* _Requirement_
No pictures go in the copy. Restate, word for word, each line from the one containing "reading: 982 hPa" through the last line below.

────────

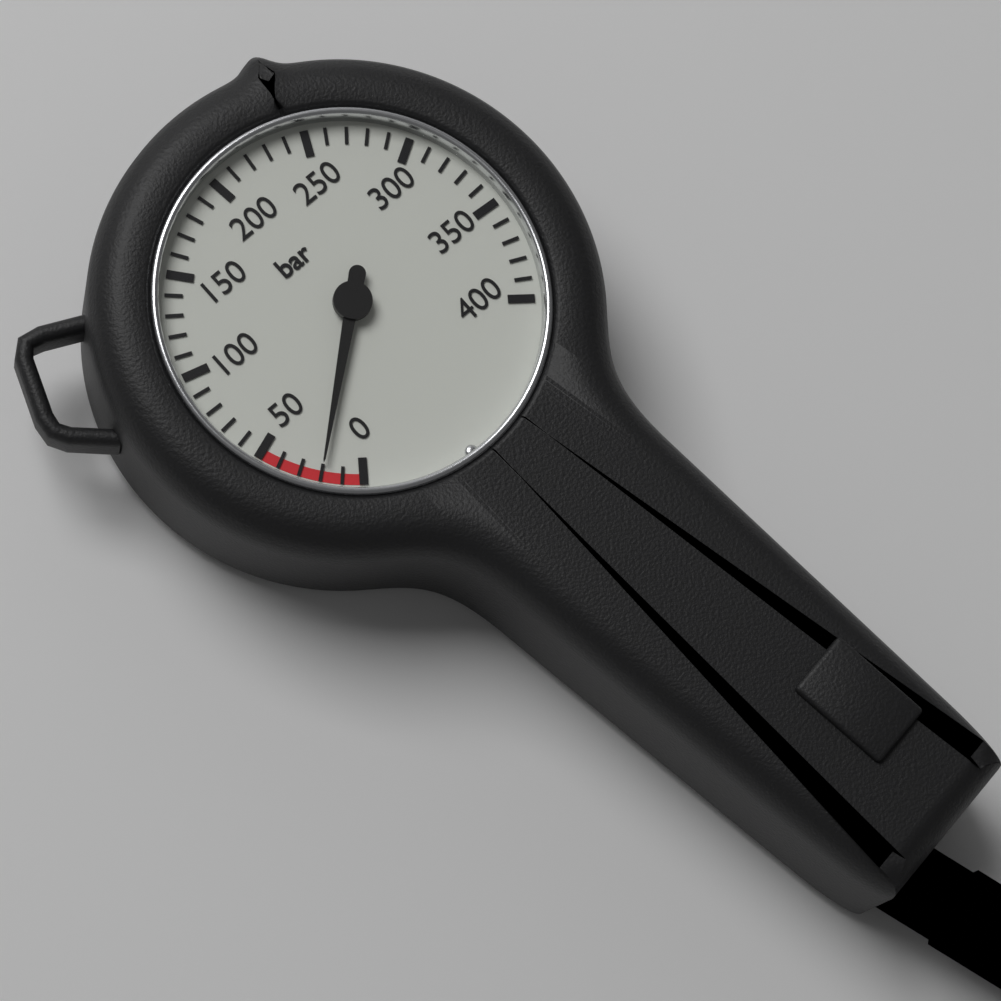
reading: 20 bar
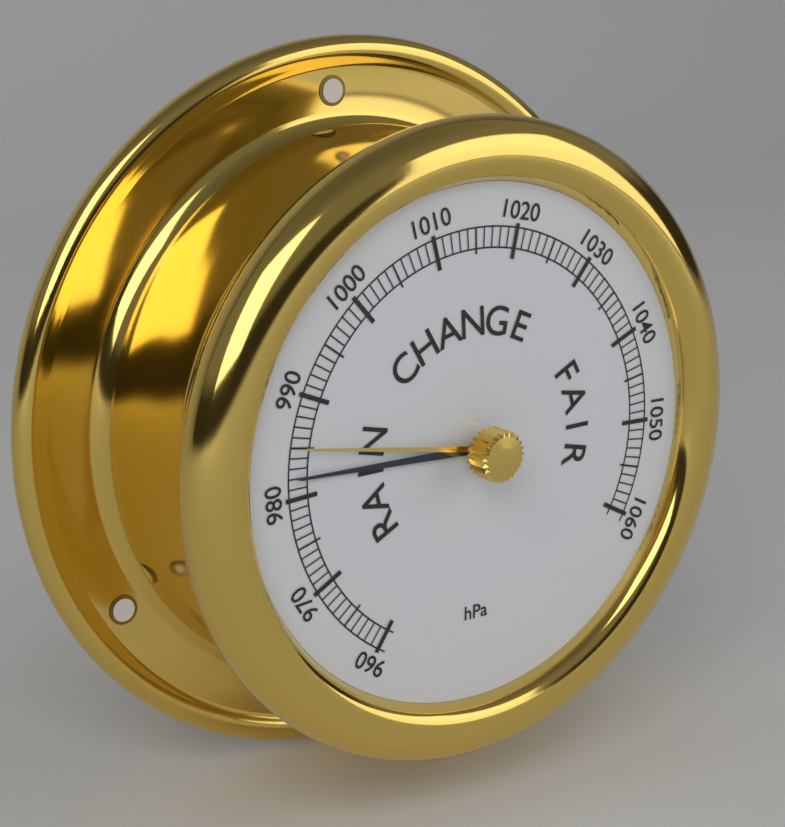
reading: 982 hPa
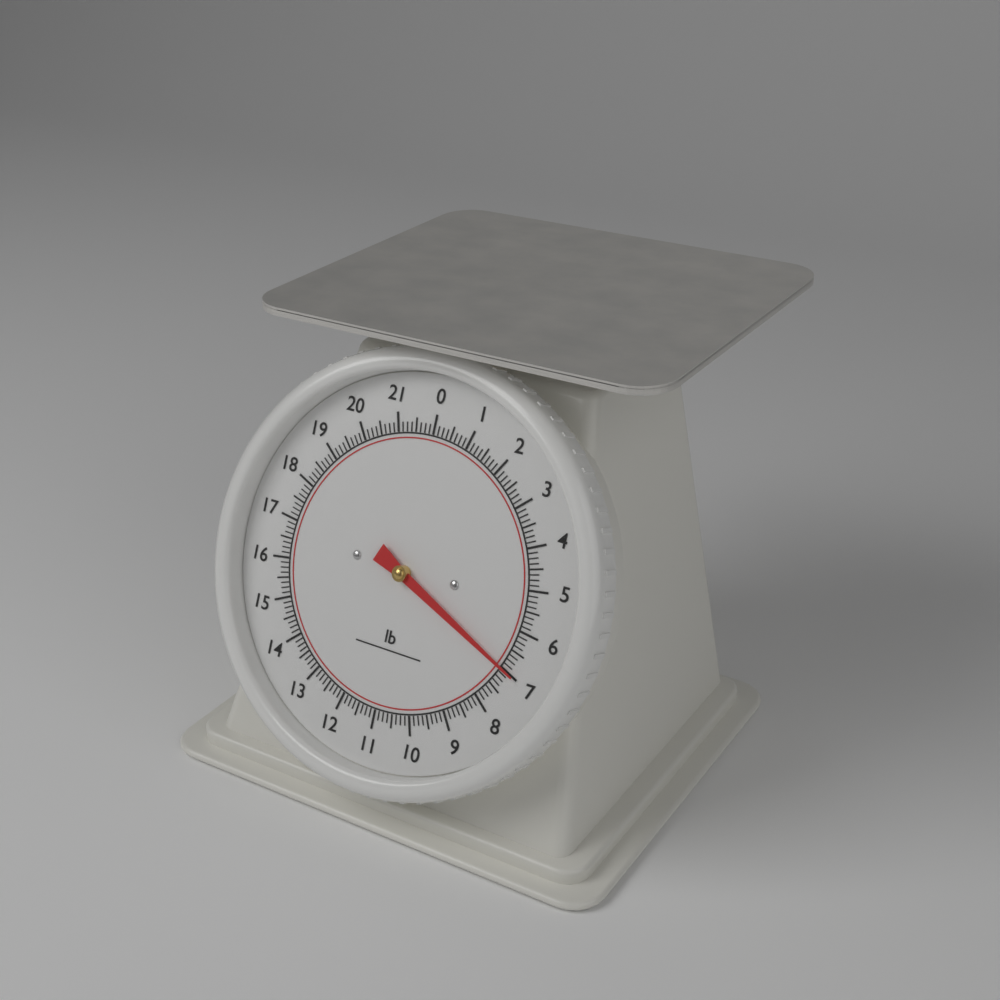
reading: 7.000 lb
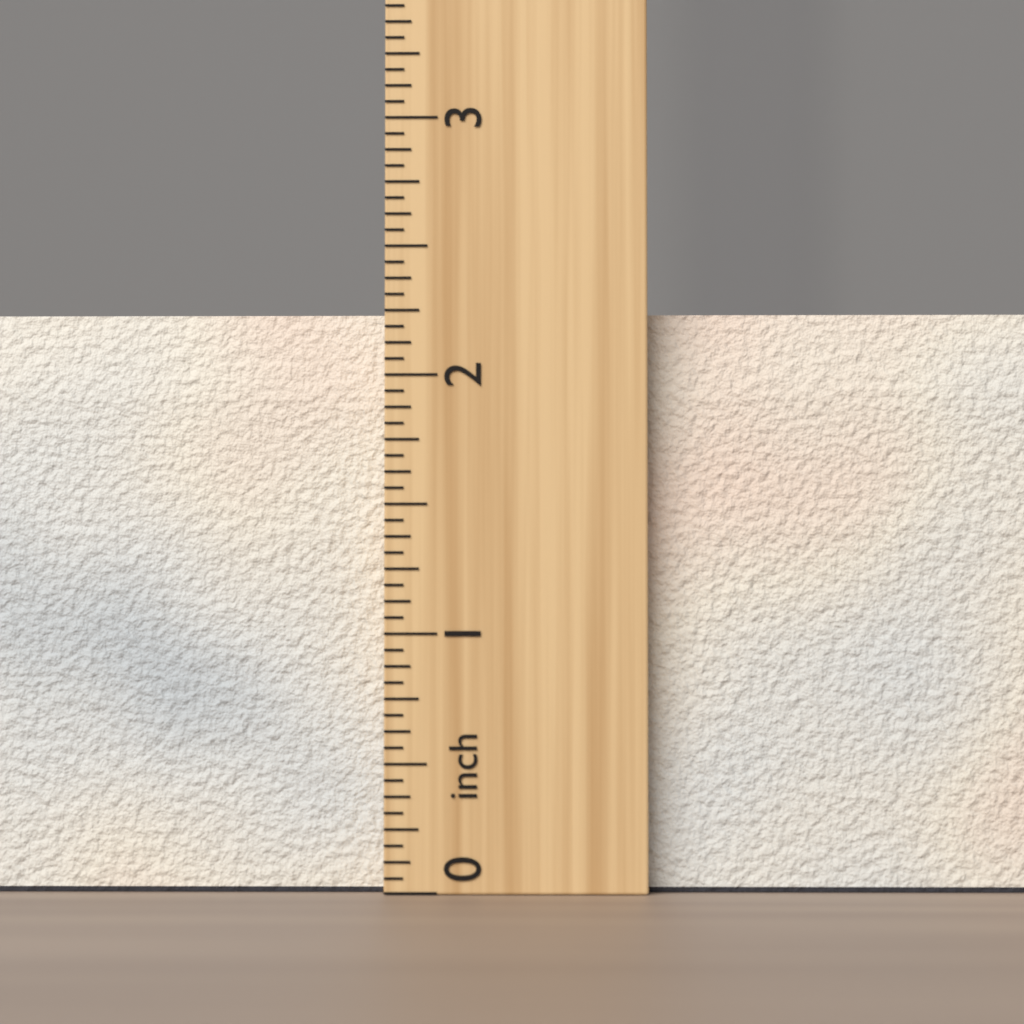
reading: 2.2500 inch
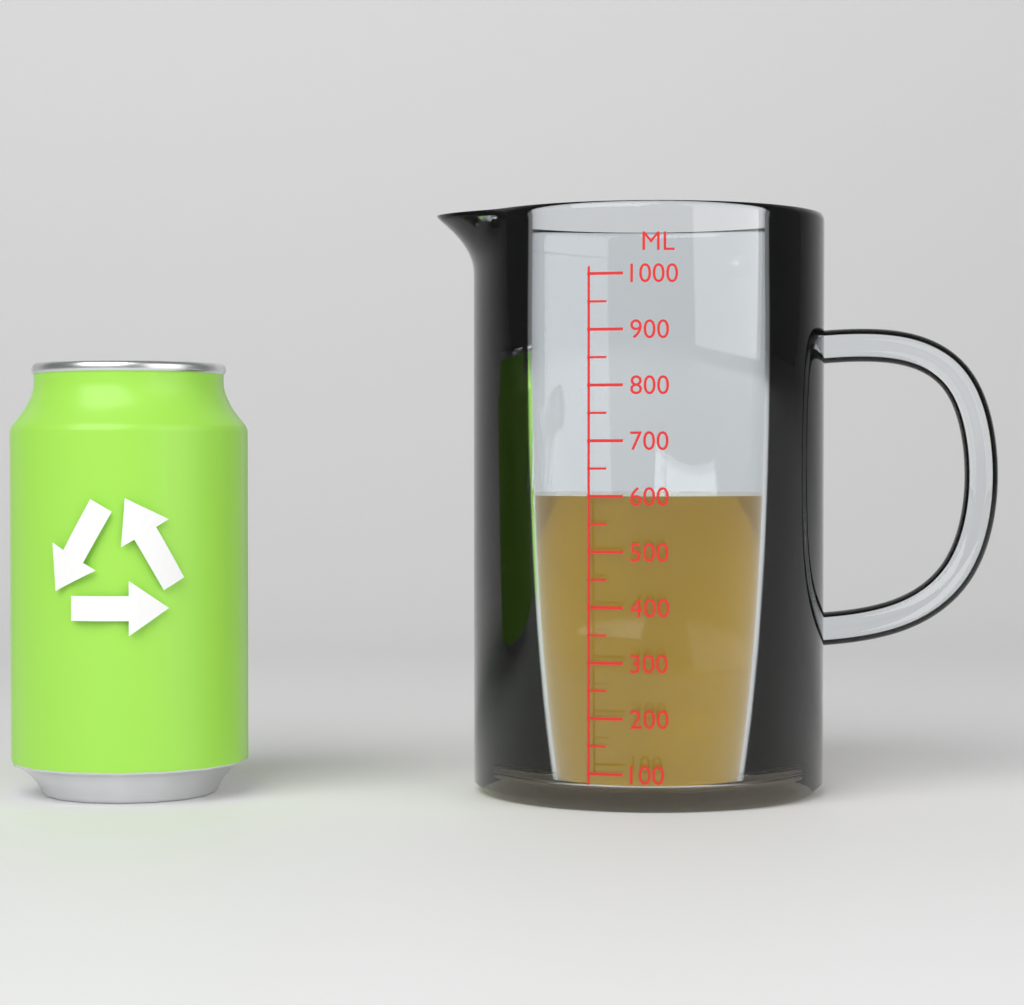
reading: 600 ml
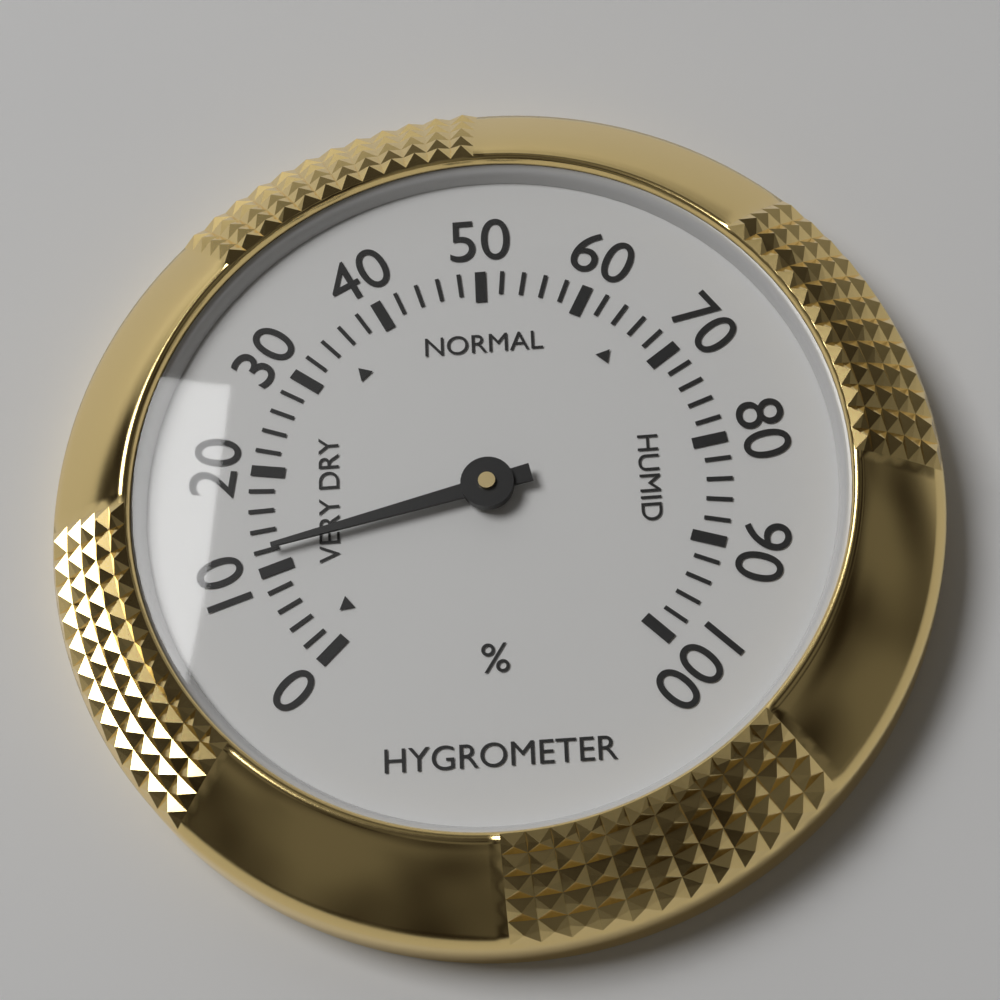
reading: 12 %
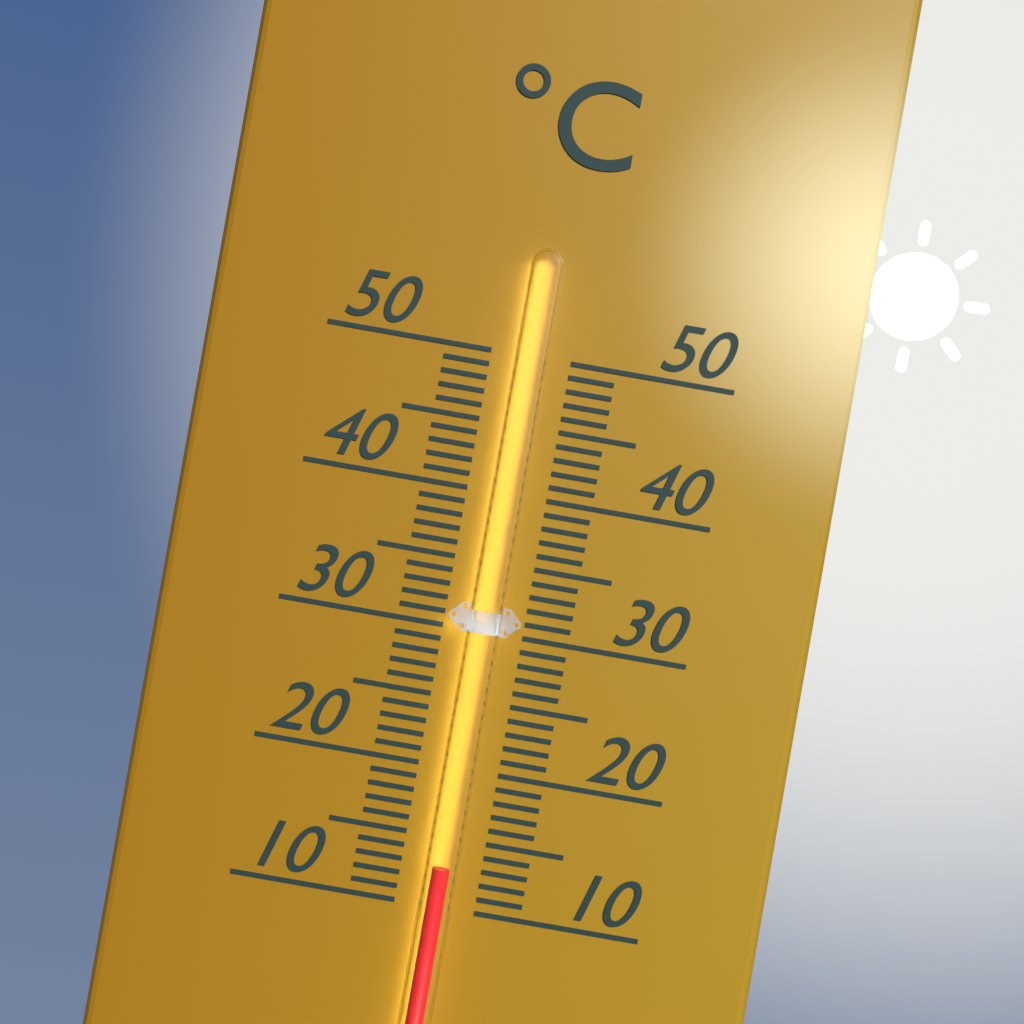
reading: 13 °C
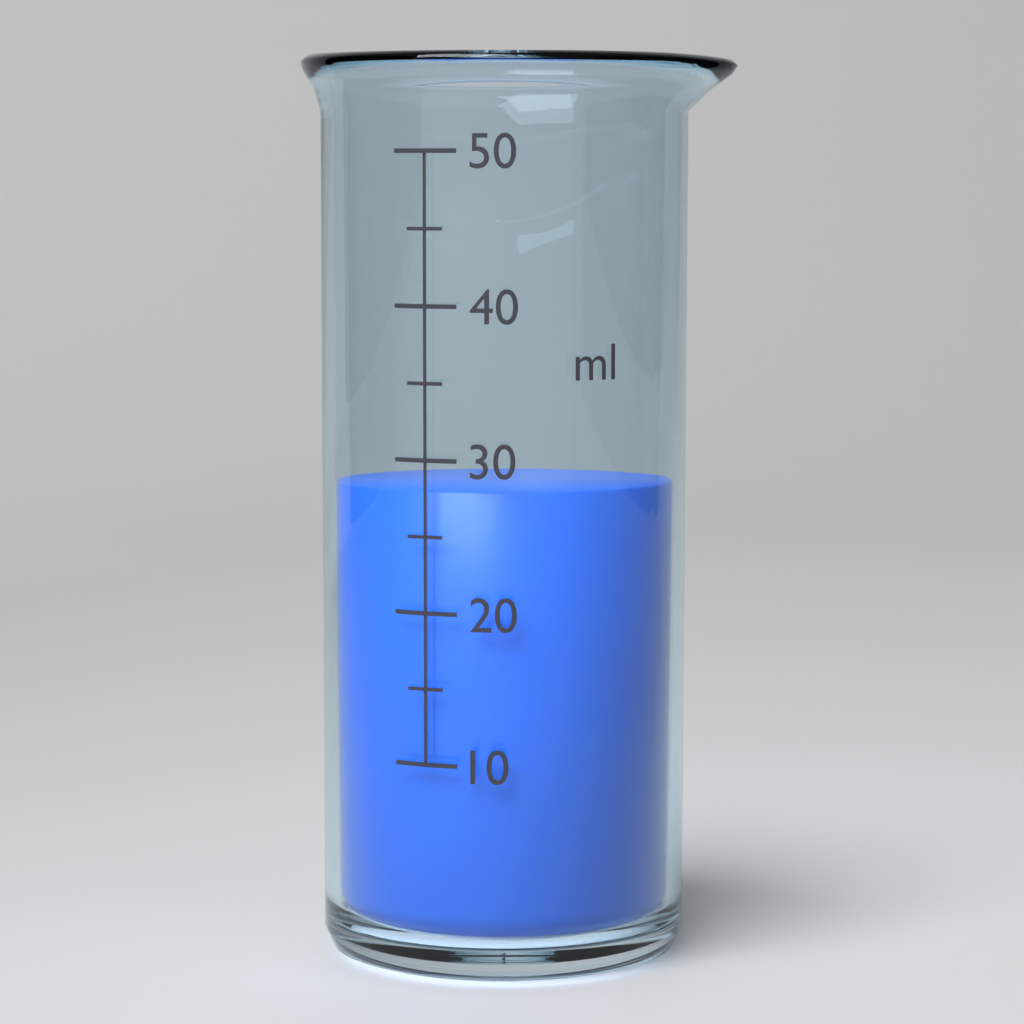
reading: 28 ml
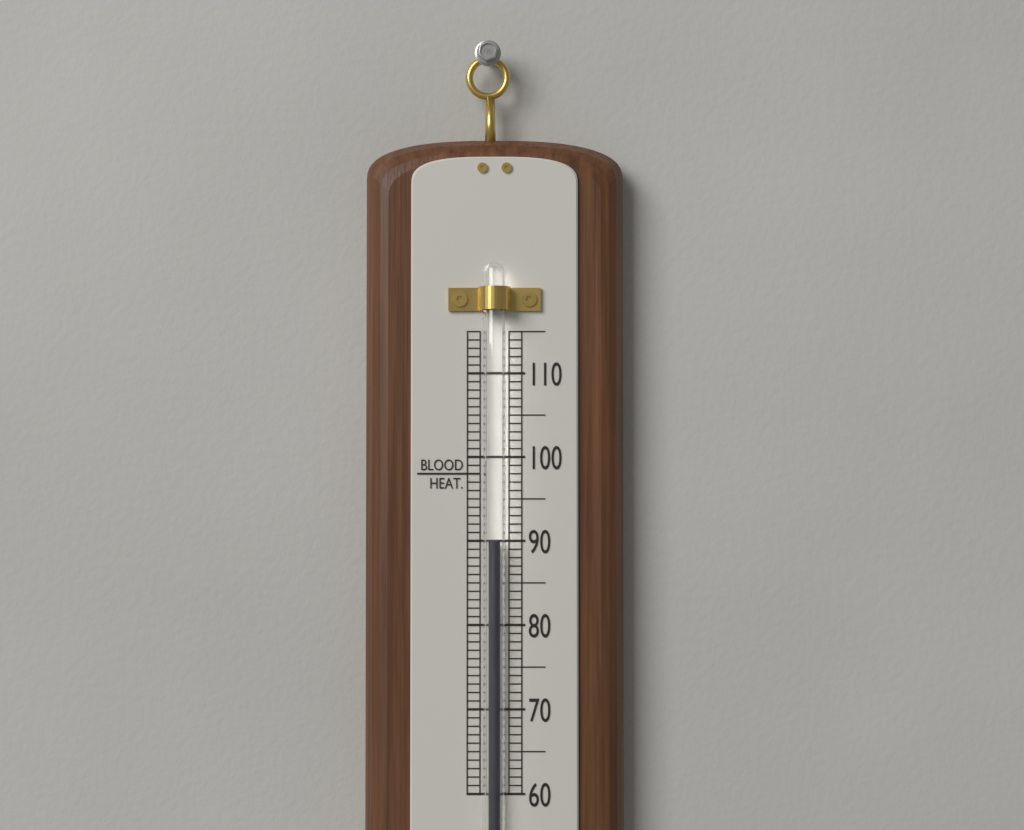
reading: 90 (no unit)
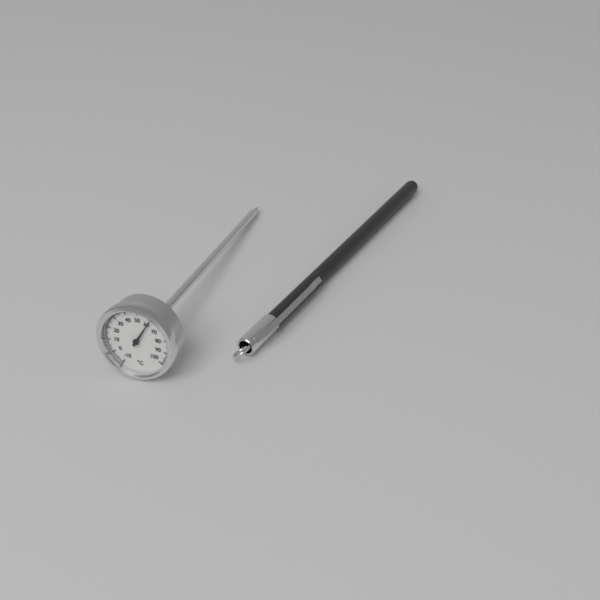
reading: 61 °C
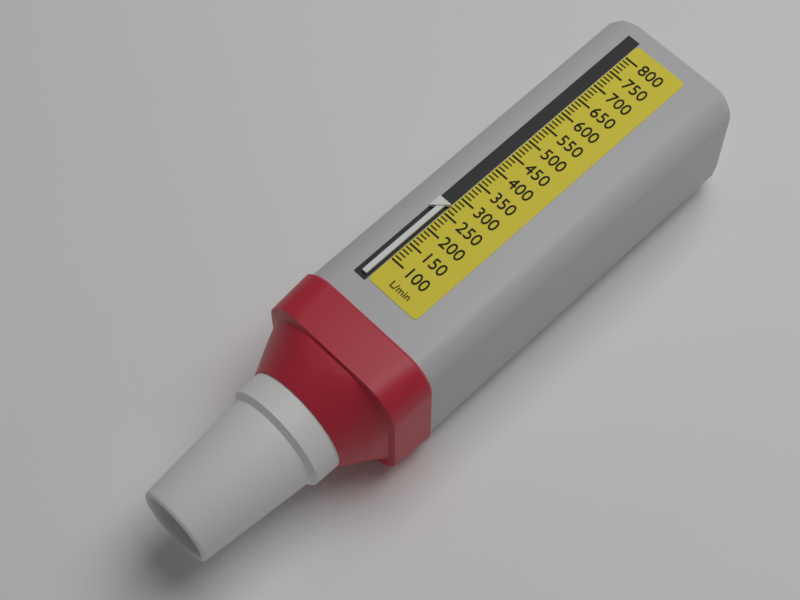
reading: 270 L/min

────────

* _Solution_
reading: 982 hPa
reading: 7.000 lb
reading: 2.2500 inch
reading: 600 ml
reading: 12 %
reading: 13 °C
reading: 28 ml
reading: 90 (no unit)
reading: 61 °C
reading: 270 L/min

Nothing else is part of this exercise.